Entertainment

This Ensemble's Heading Some Good Places

by Alanna Bennett

Well this show's gonna be awesome: Former Saturday Night Live cast member Rachel Dratch is joining the ensemble for next season's Fox comedy pilot Dead Boss, making this our most anticipated pilot by cast alone, and Fox a very, very smart network. As a reminder, here's the concept for the show, via Deadline:

Dead Boss is a comedic mystery that finds overachiever Helen Stephens, who is wrongfully convicted of murdering her boss and is forced to rely on her train wreck of a sister to prove her innocence.

Previously cast in these roles? There's 30 Rock's Jane Krakowski in the lead role of Helen Stephens, and Amy Sedaris has been tapped to be one of Helen's "nosy, fault-finding co-workers and the gatekeeper to their boss. There's more, but those are the ones who are already very noted and respected comedy actors, and Dratch is the perfect addition to a group like that. For her part, she'll be playing "Christine, Helen’s cellmate, a sunny but emotionally needy arsonist who will help Helen out of anything, except prison."

Sounds like someone was inspired by Orange is the New Black.

Fox seems to be making pretty solid decisions these days when it comes to their comedy lineup — they've pretty much stolen the mantel of Great Place Where Comedies go from the long-fumbling NBC, in part by noting the mistakes NBC's been making these past few years and taking the opposite approach. Examples? Well, when Mindy Kaling pitched The Mindy Project to NBC and they turned it down, she went to Fox instead. When Saturday Night Live writer John Mulaney (marked by many as one of the next household names of comedy) set up his sitcom Mulaney over at NBC they scrapped the project; Fox picked it up instead, and it's already on its fall lineup.

As Vulture noted recently, the shrinking sitcom ratings that have been terrifying networks like NBC for years may just be the best thing for fostering smart, relatively niche comedies that leave people wanting more (The Mindy Project, New Girl), as opposed to ones that simply settle for trying to re-harness the blockbuster ratings of yesteryear (The Michael J. Fox Show). Fox seems to understand this to a certain degree, renewing Mindy Project (they seem to understand Kaling is to them now the same kind of voice Tina Fey was for early 30 Rock, and a face worth keeping around despite the ratings) and fostering shows that put great voices in comedy center stage. Rachel Dratch is one of those great comedy voices, and with the rest of that ensemble, Fox seems to be setting up something that could really cement them as the place to be.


▸ **Task brief**: Where an image appears in the data, omit it and reproduce the rest exactly.

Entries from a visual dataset
______

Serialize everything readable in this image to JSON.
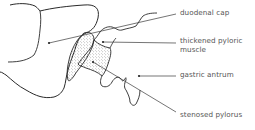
{
  "diagram": {
    "type": "anatomical",
    "stroke_color": "#2a2a2a",
    "leader_color": "#3a3a3a",
    "text_color": "#555555",
    "labels": [
      {
        "id": "duodenal-cap",
        "text": "duodenal cap"
      },
      {
        "id": "thickened-pyloric-muscle",
        "text": "thickened pyloric muscle"
      },
      {
        "id": "gastric-antrum",
        "text": "gastric antrum"
      },
      {
        "id": "stenosed-pylorus",
        "text": "stenosed pylorus"
      }
    ]
  }
}
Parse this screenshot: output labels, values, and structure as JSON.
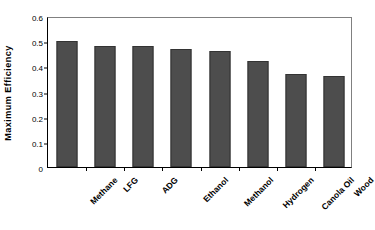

______

▸ **Solution for this problem**:
Serialize everything readable in this image to JSON.
{
  "diagram": {
    "type": "anatomical",
    "stroke_color": "#2a2a2a",
    "leader_color": "#3a3a3a",
    "text_color": "#555555",
    "labels": [
      {
        "id": "duodenal-cap",
        "text": "duodenal cap"
      },
      {
        "id": "thickened-pyloric-muscle",
        "text": "thickened pyloric muscle"
      },
      {
        "id": "gastric-antrum",
        "text": "gastric antrum"
      },
      {
        "id": "stenosed-pylorus",
        "text": "stenosed pylorus"
      }
    ]
  }
}
Parse this screenshot: output labels, values, and structure as JSON.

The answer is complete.